UN Secretary-General Antonio Guterres called for an immediate end to military escalation in on Thursday, after the World Health Organization condemened by paramilitary forces.
Guterres said in a statement that he was “gravely concerned by ,” calling for “an immediate end to the siege and hostilities.”
Long the last major holdout of Sudanese government forces in Darfur, the Rapid Support Forces (RSF) militia seized control of el-Fasher after an 18-month siege during the country’s civil war.
The RSF can trace its roots back to the Janjaweed militia responsible for two decades ago, with observers alleging the group plans ethnic cleansing of groups like the Fur and Zaghawa peoples.
It now controls most of western Sudan, while the country’s military holds most of the north and east.
The army regained full control of the capital, Khartoum, in March, but the RSF has set up a parallel administration in the southwestern city of Nyala, leaving the country in a state resembling a de facto partition.
‘No public pressure’ on RSF or suppliers like UAE, laments think tanker
Speaking to DW on Thursday, Kholood Khair, founding director of the Confluence Advisory think tank in Nairobi, said it remained difficult to get a sense of what was happening on the ground in el-Fasher given the longstanding telecommunications blackout.
The only information currently seeping out was “either the videos that the RSF themselves are taking of their war crimes and atrocities” and observations from institutions like the Yale Observatory, often using satellite footage.
She said she had no confidence in RSF leader Mohamed Hamdan Dagalo’s pledge to investigate any wrongdoing by his forces.
Khair said this was “just talk,” given that the RSF had been “living within and and relying on a culture of global and national impunity that has allowed them to attack and kill the people of Sudan without any accountability whatsoever” in recent years and decades.
Asked about the international response to the uptick in violence in a more than two-year-old conflict, Khair said “the people of Darfur are effective alone,” with only muted public appeals for calm and almost no effort to single out those fueling the fighting, like the United Arab Emirates, “which has been the main weapon supply of the RSF.”
“Certainly no public pressure,” Khair said. “A lot of the statements that are being released … are not naming the United Arab Emirates and not naming the types of violence that we’re seeing: atrocities, genocidal violence. And that is a huge problem in terms of confronting the kind of violence that we’re seeing and hopefully putting a stop to it.”
Sudanese military government urges EU to do more
Speaking in Brussels on Thursday, Sudan’s Ambassador to the EU Aldelbagi Kabeir was similarly critical, saying an EU statement on the conflict was “way below our expectations.”
Kabeir called on the EU to “bring pressure to bear on the regional and international sponsors of the militias,” to enforce a 2004 UN embargo on weapons exports to the Darfur region, to achieve “international justice to end the impunity,” and to designate RSF militias as a terrorist entity.
Security Council convenes over situation in Sudan
A UN Security Council session on Darfur originally scheduled for early November was brought forward to Thursday at the request of the UK, Denmark as well as Algeria, Sierra Leone and Somalia, plus Guyana, the African rotating members of the Council.
UN Undersecretary-General for Humanitarian Affairs Tom Fletcher was expected to brief the Council, both in an open session and likely also later in closed talks, according to UN information.
Edited by Sean Sinico
The post Sudan: UN calls for end of el-Fasher siege in Darfur appeared first on Deutsche Welle.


→ **What is required**: Copy out all of the lines below exactly; the pictures do not belong in the copy.

(Beginning of Data extracts)

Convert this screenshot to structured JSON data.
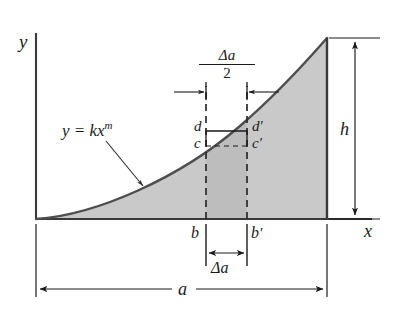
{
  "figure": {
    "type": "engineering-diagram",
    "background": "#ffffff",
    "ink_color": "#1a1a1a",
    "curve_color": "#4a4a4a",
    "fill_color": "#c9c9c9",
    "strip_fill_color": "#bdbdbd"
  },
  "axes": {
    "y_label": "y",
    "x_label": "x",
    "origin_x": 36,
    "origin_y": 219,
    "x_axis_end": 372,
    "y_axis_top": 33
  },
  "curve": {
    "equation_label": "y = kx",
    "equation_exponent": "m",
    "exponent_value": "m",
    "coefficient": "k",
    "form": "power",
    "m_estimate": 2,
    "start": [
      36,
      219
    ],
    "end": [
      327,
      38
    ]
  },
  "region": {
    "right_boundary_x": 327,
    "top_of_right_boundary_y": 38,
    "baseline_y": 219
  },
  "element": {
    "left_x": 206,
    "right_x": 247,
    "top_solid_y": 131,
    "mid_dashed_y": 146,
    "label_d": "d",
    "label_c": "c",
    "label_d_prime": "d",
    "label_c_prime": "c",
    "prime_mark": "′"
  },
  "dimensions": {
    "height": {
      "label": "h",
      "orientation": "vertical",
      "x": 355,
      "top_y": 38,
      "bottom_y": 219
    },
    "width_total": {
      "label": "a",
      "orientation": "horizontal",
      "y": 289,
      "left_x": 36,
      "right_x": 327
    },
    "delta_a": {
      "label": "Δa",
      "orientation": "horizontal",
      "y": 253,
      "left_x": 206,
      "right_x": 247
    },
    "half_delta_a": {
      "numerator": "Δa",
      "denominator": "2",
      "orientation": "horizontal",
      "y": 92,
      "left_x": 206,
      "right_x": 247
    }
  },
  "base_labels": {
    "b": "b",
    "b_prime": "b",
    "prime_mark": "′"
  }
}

(End of Data extracts)

→ **Reply to the exercise**:
Convert this screenshot to structured JSON data.
{
  "figure": {
    "type": "engineering-diagram",
    "background": "#ffffff",
    "ink_color": "#1a1a1a",
    "curve_color": "#4a4a4a",
    "fill_color": "#c9c9c9",
    "strip_fill_color": "#bdbdbd"
  },
  "axes": {
    "y_label": "y",
    "x_label": "x",
    "origin_x": 36,
    "origin_y": 219,
    "x_axis_end": 372,
    "y_axis_top": 33
  },
  "curve": {
    "equation_label": "y = kx",
    "equation_exponent": "m",
    "exponent_value": "m",
    "coefficient": "k",
    "form": "power",
    "m_estimate": 2,
    "start": [
      36,
      219
    ],
    "end": [
      327,
      38
    ]
  },
  "region": {
    "right_boundary_x": 327,
    "top_of_right_boundary_y": 38,
    "baseline_y": 219
  },
  "element": {
    "left_x": 206,
    "right_x": 247,
    "top_solid_y": 131,
    "mid_dashed_y": 146,
    "label_d": "d",
    "label_c": "c",
    "label_d_prime": "d",
    "label_c_prime": "c",
    "prime_mark": "′"
  },
  "dimensions": {
    "height": {
      "label": "h",
      "orientation": "vertical",
      "x": 355,
      "top_y": 38,
      "bottom_y": 219
    },
    "width_total": {
      "label": "a",
      "orientation": "horizontal",
      "y": 289,
      "left_x": 36,
      "right_x": 327
    },
    "delta_a": {
      "label": "Δa",
      "orientation": "horizontal",
      "y": 253,
      "left_x": 206,
      "right_x": 247
    },
    "half_delta_a": {
      "numerator": "Δa",
      "denominator": "2",
      "orientation": "horizontal",
      "y": 92,
      "left_x": 206,
      "right_x": 247
    }
  },
  "base_labels": {
    "b": "b",
    "b_prime": "b",
    "prime_mark": "′"
  }
}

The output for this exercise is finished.